Nothing for it but to retrieve a 'Hamlet moment' from a previous outing to Swannay and enjoy its soothing symmetry.

Tuesday 23 July 2013

Rackwick, Hoy


Rackwick on a moody day of sun and mists. If hubris is 'pride before a fall', then what is the word for caution after one? I have the choice between a swim and a photo-shoot, and opt for the permanence of pictures - cowardly? But cowards can win the day too, as do the protagonists in Robert Rendall's "experiment in scaldic metre" entitled Shore Tullye (tully being a big knife for slicing meat or fish):
    Crofters few but crafty,
    Krugglan doun b' moonlight,
    Hidan near the headland,
    Hint great congles waited.
    Swiftly rude sea-raiders
    Stranded, evil handed:
    Scythe blades soon were bleedan,
    Skulls crackt in the tullye.
    Stretched the battle beachward;
    Bravely back we drave them.
    Een fleep fleean hinmost
    Fand we maakan landward:
    Him apae the hillside
    Hewed we doun in feud fight -
    Never kam sea-rovers
    Seekan back to Rackwick.
I love the irony of such a lofty form being used to depict crofters who, cowering behind rocks, manage to isolate (or chance upon!) one of the enemy and kill him like a lost sheep only to boast about their prowess and gloat at the fact that they have forever freed Rackwick of intruders! 

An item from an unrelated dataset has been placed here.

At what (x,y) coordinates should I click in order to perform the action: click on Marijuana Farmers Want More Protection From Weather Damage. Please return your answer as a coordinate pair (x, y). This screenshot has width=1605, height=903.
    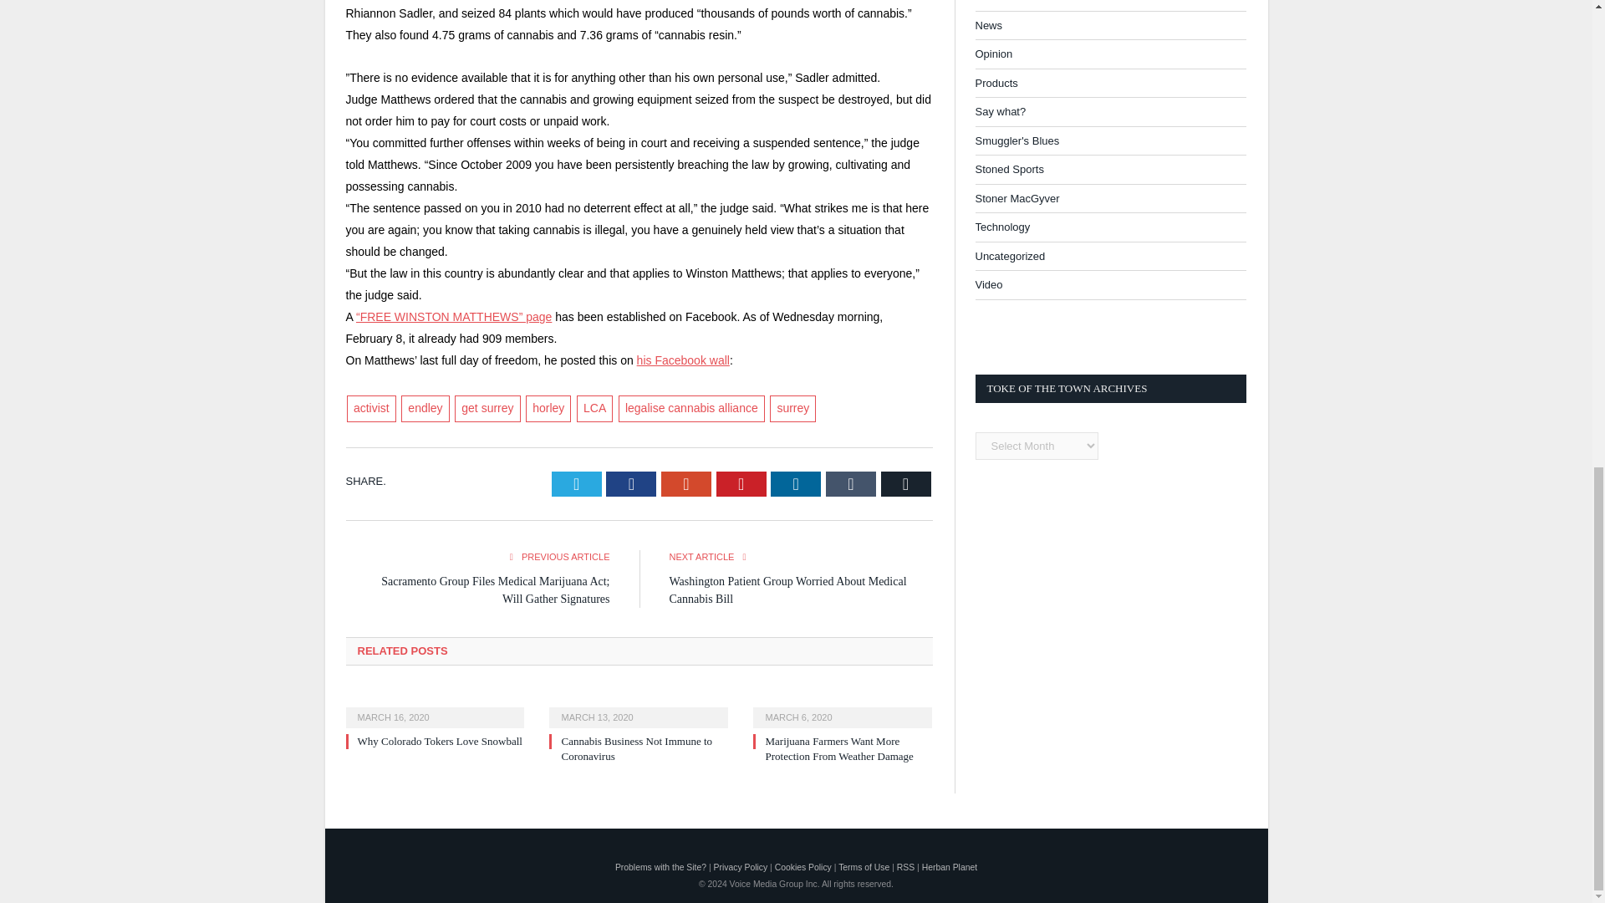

The boulders on a sunnier day 
The 'Bothy', a typical croft

Sunday 21 July 2013

The Castle of Yesnaby

The Castle of Yesnaby, a sea stack between the cliffs of Yesnaby and the Bay of Skaill
I dropped my handy Canon Ixus in the sea after taking the shot below - I survived the dunk, it didn't. I'll let the photos speak for themselves while I contend with my sulk.





Orkney Polar Bears


Orkney Polar Bears at Evie Pier

A very warm welcome from the Orkney PBs and a refreshingly chilly sea! Children of a mirror-writing age and a happy granny on the beach, no jellyfish anywhere within sight. And to cap it all, a long chat about the Nordic Studies Centre of the UHI with one of the lecturers (also a novelist).

The distinction between water-lovers and land-huggers reminds me  of Bruce Chatwin's division of the world into sedentary and nomadic people, with his own bias for journeys: “Man's real home is not a house, but the Road, and that life itself is a journey to be walked on foot.” (What am I Doing Here).

The 'on foot' can be quibbled with, as the existence of Sea Gypsies attests to (worth following the links to each of the socio-linguistic groups in this hub). For an audio slideshow with excellent photos see James Morgan's documentary 'Sea Nomads' on the Bajau-Laut. The National Geographic has an interesting article on the Moken, and here is a BBC photo-essay about them). Should the plight of the Sea Gypsies make you despondent about the state of endangered life-styles, here's an antidote:

"The Moken are born, live, and die on their boats, and the umbilical cords of their children plunge into the sea," we are told. This reminds me of the exchange between the Comte d'Orsay and Disraeli: "I was born French, have lived French, and shall die French!"
"Have you no ambition man?"

Friday 19 July 2013

Skaill & Marwick

Bay of Skaill

Sunshine and jellyfish, ease and danger! I swam along the shore dodging the occasional jellyfish, till I came across a raft of them and gave up.

I tried Marwick bay where the incoming tide created perfect body-surfing waves, only to find myself planing over more jellyfish, with no control over speed and direction. So I lay on a warm slab of slate, wondering about water.

The word 'baptism' comes from the Greek for 'dip, plunge, immerse', and it's no coincidence that full-body immersion should have been used in order to ritualise cleansing and spiritual rebirth. Even a casual dip makes one feel renewed, jellyfish notwithstanding.

Norman MacCaig captures the feeling in his poem Praise of a Boat.
    Boat of no dreams, you open spaces
    The mind can't think of till it's in them.
    Where the works is easy and dangerous and
    Who can distinguish saints and sinners?

Replace the word 'boat' with 'dip' and you have it, the sense of awed (self) discovery, liminality and  levelling humility!